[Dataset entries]
+++++

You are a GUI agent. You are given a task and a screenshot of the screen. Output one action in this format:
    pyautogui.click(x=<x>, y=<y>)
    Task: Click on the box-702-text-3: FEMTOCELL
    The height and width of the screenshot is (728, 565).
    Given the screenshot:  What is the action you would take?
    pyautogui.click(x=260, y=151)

+++++

Write out each entry again, leaving every word as it is.

You are a GUI agent. You are given a task and a screenshot of the screen. Output one action in this format:
    pyautogui.click(x=<x>, y=<y>)
    Task: Click on the box-702-text-3: FEMTOCELL
    The height and width of the screenshot is (728, 565).
    Given the screenshot:  What is the action you would take?
    pyautogui.click(x=260, y=151)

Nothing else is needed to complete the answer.